What 30,000 Pet Health
Conversations Taught Us
Since January, pet owners from five continents have turned to Dial A Vet for trusted guidance — at midnight, on weekends, and in moments of genuine worry.
Every one of those conversations represents a real pet owner — someone whose dog won't stop vomiting, whose cat is suddenly lethargic, or who simply wants to know if they're doing the right thing. Here's what their data tells us.
What pet owners ask about most
The top reasons pet owners reach out aren't exotic — they're the everyday concerns that keep you up at night.
Digestive issues — vomiting, diarrhoea, loss of appetite — lead the pack. These symptoms can range from minor dietary indiscretion to something far more serious, and they're the number one source of pet owner anxiety.
The fact that emergencies account for 8.6% of all conversations is striking. That's more than 2,600 pet owners who needed urgent guidance — often outside of clinic hours, often panicking. Having access to immediate professional advice in those moments isn't a luxury; it's a necessity.
The symptoms we see most
When pet owners describe what's happening, these are the symptoms that come up again and again.
Vomiting alone accounts for more reports than limping, panting, shaking, constipation, and sneezing combined. If your pet is throwing up and you're Googling at 2am, you're far from alone.
The prevalence of lethargy as the second most reported symptom is telling. It's the classic "something's off but I can't pinpoint what" — exactly the kind of situation where talking to a vet, even virtually, gives owners the clarity to decide whether to wait and monitor or head to the emergency clinic.

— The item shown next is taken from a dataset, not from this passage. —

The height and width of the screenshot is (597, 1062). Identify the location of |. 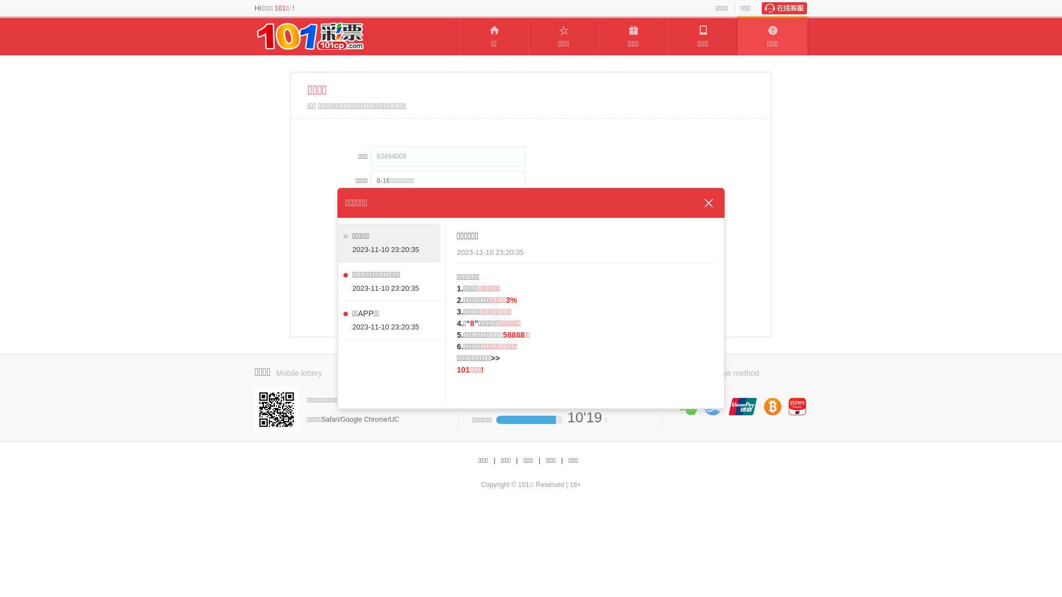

How urgent are these conversations?
Every conversation is triaged by priority level, giving us a real-time picture of severity across the platform.
Nearly 15% of all conversations are classified as high or highest priority. Many of these occur after hours, on weekends, and during public holidays — times when most vet clinics are closed.

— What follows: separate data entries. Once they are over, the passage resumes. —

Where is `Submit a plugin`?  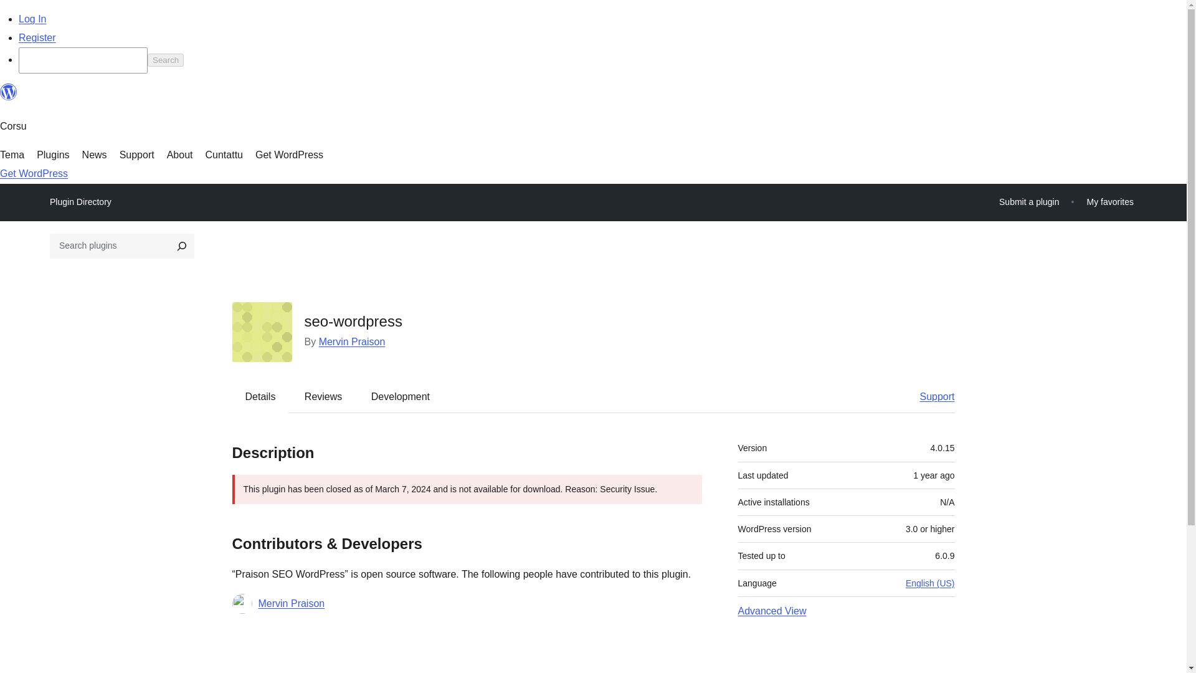
Submit a plugin is located at coordinates (1029, 202).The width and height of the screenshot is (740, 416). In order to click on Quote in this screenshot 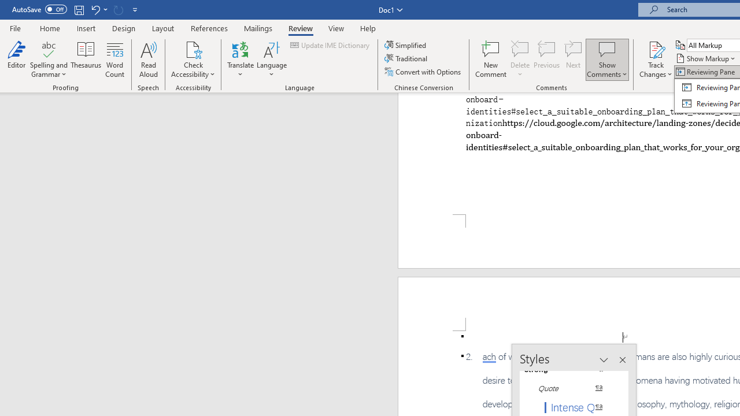, I will do `click(569, 388)`.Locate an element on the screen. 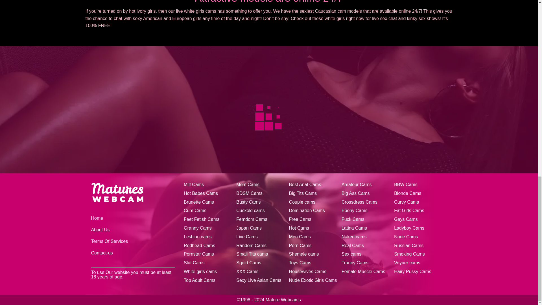  Blonde Cams is located at coordinates (407, 193).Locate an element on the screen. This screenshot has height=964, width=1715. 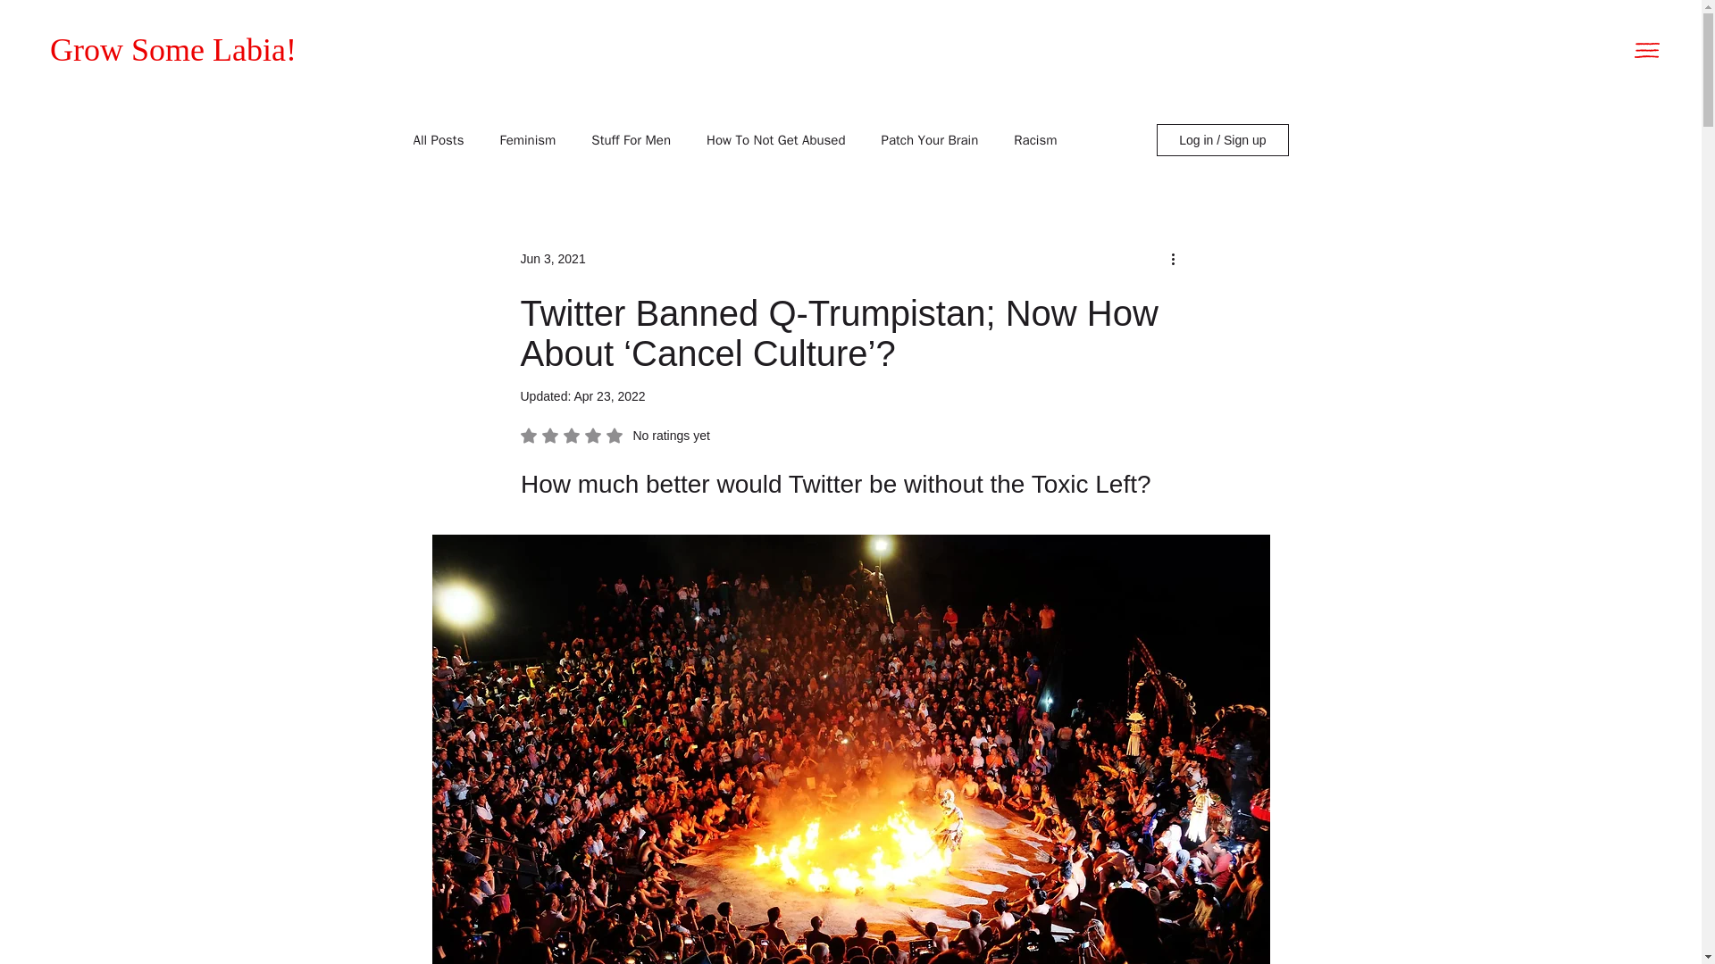
How To Not Get Abused is located at coordinates (614, 436).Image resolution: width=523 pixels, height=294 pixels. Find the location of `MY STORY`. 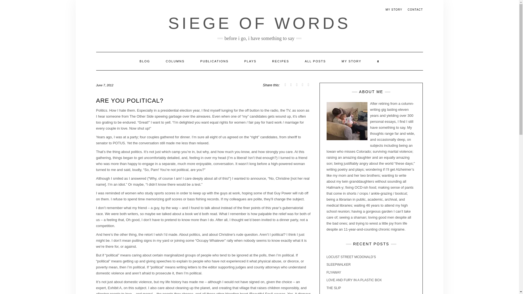

MY STORY is located at coordinates (352, 61).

The majority being standard priority (53%) is equally important. These are routine questions that don't need an emergency vet visit but do need a reliable answer. Reducing unnecessary emergency presentations saves pet owners money and frees up emergency clinics for genuine emergencies.
Where pet owners are reaching out from
Pet health anxiety doesn't respect time zones. Based on a tracked sample of conversations, here's where pet owners are connecting from.
The US makes up the majority of conversations, reflecting both the size of the market and the reality that after-hours vet access in the US is expensive and inconsistent. Australia, where Dial A Vet was founded, remains a strong base, with growing traction across the English-speaking world.
Closing the gap
Thirty thousand conversations isn't a vanity metric. It's evidence of a gap in pet healthcare access that pet owners are actively trying to fill.
Pet owners don't want to wait three days for a clinic appointment to ask whether their dog's limp needs an X-ray. They don't want to drive to an emergency vet at midnight only to be told their cat's vomiting was just a hairball. And they shouldn't have to.
Dial A Vet exists to sit in that gap — between "is this normal?" and "should I go to the vet?" — with real veterinary expertise available when it's needed.
If you've been one of those 30,000 conversations, thank you for trusting us with your pet's health.